I was starting to understand the scale of the issue and realising that we would probably have to limit our ambition a little (I believe Jérémie was finding the same on the text side of things). I looked at Microsoft's Project Oxford and at some other proprietary technologies, and quickly realised our solution had to be:

  • Open source
  • Free
  • Real-time / video capable
  • Supported and / or with plug ins

This limited me realistically to using environments and languages we were using on the course. I looked into using Open Frameworks but connecting that up with a text generator seemed tricky. After discussion, Jérémie and I realised that an API-first solution was not going to be plausible. We finally settled on using Processing - with its many libraries (including a well-documented OpenCV library and very simple video capture) and its text drawing and string manipulation capabilities, we could do everything in one 'box'. And the bonus was we could port it very easily to a website from there.

We had initially wanted to make people smile for their poems - the title of the piece became 'SMILE POETRY GOD' at one point, whether we'll keep that I don't know - and I found a hacky way to do this using someone else's work - Bryan Chung has written a library for processing that does 'smile detection': http://www.magicandlove.com/blog/2011/05/04/smile-detection-in-processing-mac-osx/

Meanwhile Jérémie has created a timed generative poetry tool in Processing. We're getting somewhere - just need to work out how to join it all together.

Week 8: Research Project - from prototype to artefact

I take a side route this week and concentrate on working with text in processing to see if I can get anything going. We have a rich tradition of nonsense/found/generative/randomised 'poetry' to draw on and so I'm happy to make something that 'feels' like something that I might have enjoyed stumbling across in the blogoverse years ago and call it art.

Some references:


I find a selection of wordlists online that we can work with - Jérémie has been looking at dictionaries but I just need to use something as a proof of concept - this accidental find proves very useful:

https://en.oxforddictionaries.com/explore/word-lists

This is exactly what I need - a list of words with meanings that 'sound' poetical. I go with the 'Literary' list. After some work, I get a poem generator. The poems make me laugh a lot. Here are some examples...

I also editorialised these a bit - selecting specific words myself for the start and end of the titles, and also allowing the wordlist to be broken a little bit.

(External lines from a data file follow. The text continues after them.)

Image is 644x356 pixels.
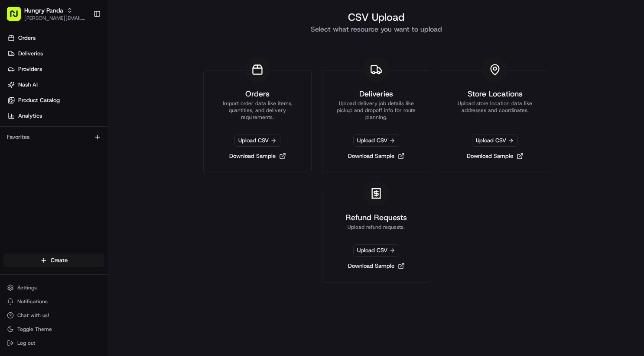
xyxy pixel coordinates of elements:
[18,50,43,58] span: Deliveries
[203,70,312,173] a: OrdersImport order data like items, quantities, and delivery requirements.Upload CSVDownload Sample
[17,312,49,319] span: Chat with us!
[345,260,408,272] a: Download Sample
[3,253,105,268] button: Create
[3,31,108,45] a: Orders
[214,100,301,121] p: Import order data like items, quantities, and delivery requirements.
[353,244,399,257] span: Upload CSV
[18,34,36,42] span: Orders
[18,96,60,105] span: Product Catalog
[18,81,38,89] span: Nash AI
[51,257,68,264] span: Create
[467,88,523,100] h3: Store Locations
[452,100,539,121] p: Upload store location data like addresses and coordinates.
[441,70,550,173] a: Store LocationsUpload store location data like addresses and coordinates.Upload CSVDownload Sample
[3,324,105,335] button: Toggle Theme
[3,94,108,107] a: Product Catalog
[18,65,42,73] span: Providers
[359,88,393,100] h3: Deliveries
[3,63,108,76] a: Providers
[333,100,420,121] p: Upload delivery job details like pickup and dropoff info for route planning.
[3,47,108,61] a: Deliveries
[322,194,430,283] a: Refund RequestsUpload refund requests.Upload CSVDownload Sample
[17,326,52,333] span: Toggle Theme
[3,130,105,144] div: Favorites
[346,211,407,224] h3: Refund Requests
[463,150,527,163] a: Download Sample
[348,224,405,231] p: Upload refund requests.
[472,135,518,147] span: Upload CSV
[192,24,560,34] h2: Select what resource you want to upload
[345,150,408,163] a: Download Sample
[3,282,105,294] button: Settings
[3,295,105,308] button: Notifications
[17,339,35,347] span: Log out
[24,14,86,21] button: [PERSON_NAME][EMAIL_ADDRESS][DOMAIN_NAME]
[3,337,105,349] button: Log out
[234,135,281,147] span: Upload CSV
[322,70,430,173] a: DeliveriesUpload delivery job details like pickup and dropoff info for route planning.Upload CSVD...
[3,3,90,24] button: Hungry Panda[PERSON_NAME][EMAIL_ADDRESS][DOMAIN_NAME]
[226,150,290,163] a: Download Sample
[18,112,42,120] span: Analytics
[3,109,108,123] a: Analytics
[24,6,63,14] button: Hungry Panda
[3,78,108,92] a: Nash AI
[192,10,560,24] h1: CSV Upload
[17,298,48,305] span: Notifications
[353,135,399,147] span: Upload CSV
[245,88,270,100] h3: Orders
[17,284,37,291] span: Settings
[3,309,105,322] button: Chat with us!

Some definitions snuck through, and were broken up over lines in the list, which is useful because they contain different parts of speech. I also added in punctuation - and randomised all of these elements.

Basic random() functions are best here, rather than Perlin noise, because we want each line choice and title choice to have an equal chance of beginning with a different letter - otherwise we might end up with more alliterative poetry, because the list is in alphabetical order.

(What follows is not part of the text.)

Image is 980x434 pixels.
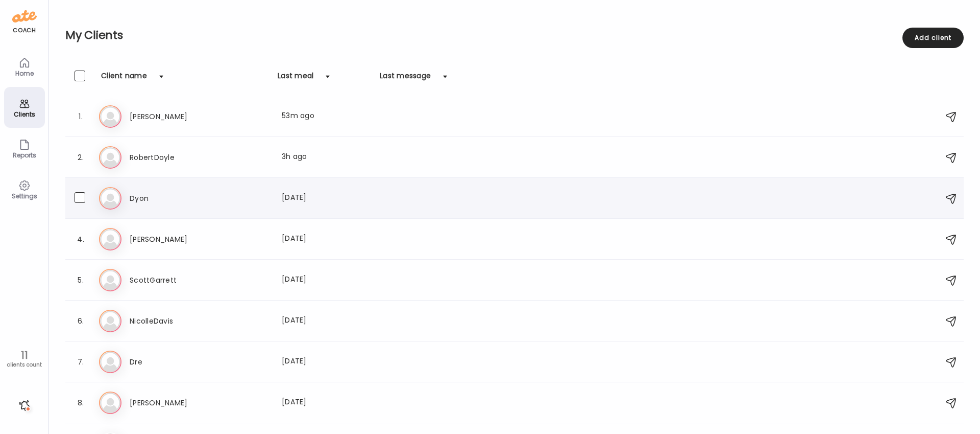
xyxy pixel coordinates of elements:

Integrating the CV with this was tricky - and Jérémie, working separately, discovered an issue with our 'borrowed' PSmile library when you port the Processing sketch to P5.js - it just didn't work, and with no way of opening up the hood we had to abandon this if we wanted our final artefact to be a web page.

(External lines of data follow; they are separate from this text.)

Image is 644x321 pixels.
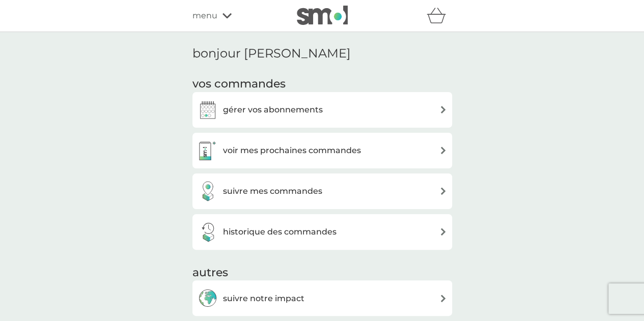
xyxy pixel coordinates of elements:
[193,76,452,92] h3: vos commandes
[297,5,348,25] img: smol
[223,144,361,157] h3: voir mes prochaines commandes
[440,106,447,114] img: flèche à droite
[223,292,304,305] h3: suivre notre impact
[223,103,323,116] h3: gérer vos abonnements
[427,5,452,26] div: panier
[440,294,447,302] img: flèche à droite
[193,9,217,23] span: menu
[440,228,447,235] img: flèche à droite
[193,265,452,281] h3: autres
[223,225,336,238] h3: historique des commandes
[223,184,323,198] h3: suivre mes commandes
[440,187,447,195] img: flèche à droite
[440,146,447,154] img: flèche à droite
[193,46,452,61] h2: bonjour [PERSON_NAME]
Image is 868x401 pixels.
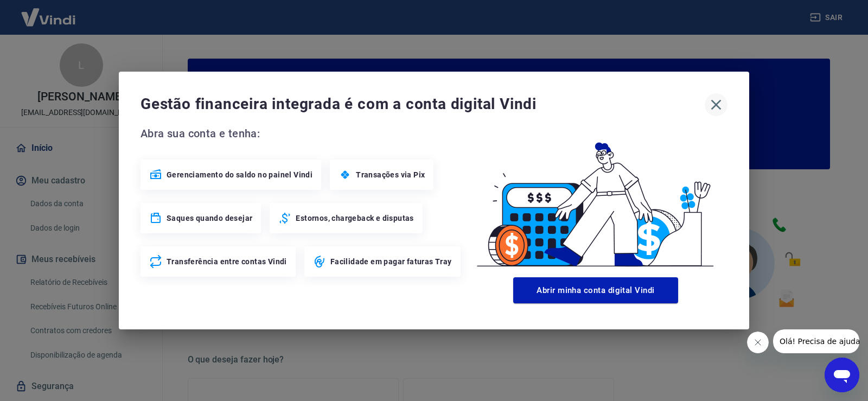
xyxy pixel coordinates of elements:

So we abandoned this - and instead created a program that reacted to the presence of a face. This could use the supported OpenCV library. It still took a while to get this right, and to organise the logic of what the sketch did when a face was identified.

Eventually, however - we got something. Not what we initially planned - a much reduced thing in terms of functionality - but a starting point. Options now included playing with the interactivity, playing with the response, and changing the aesthetics of the 'poems' through typography and through the type of words or phrases included in the underlying data.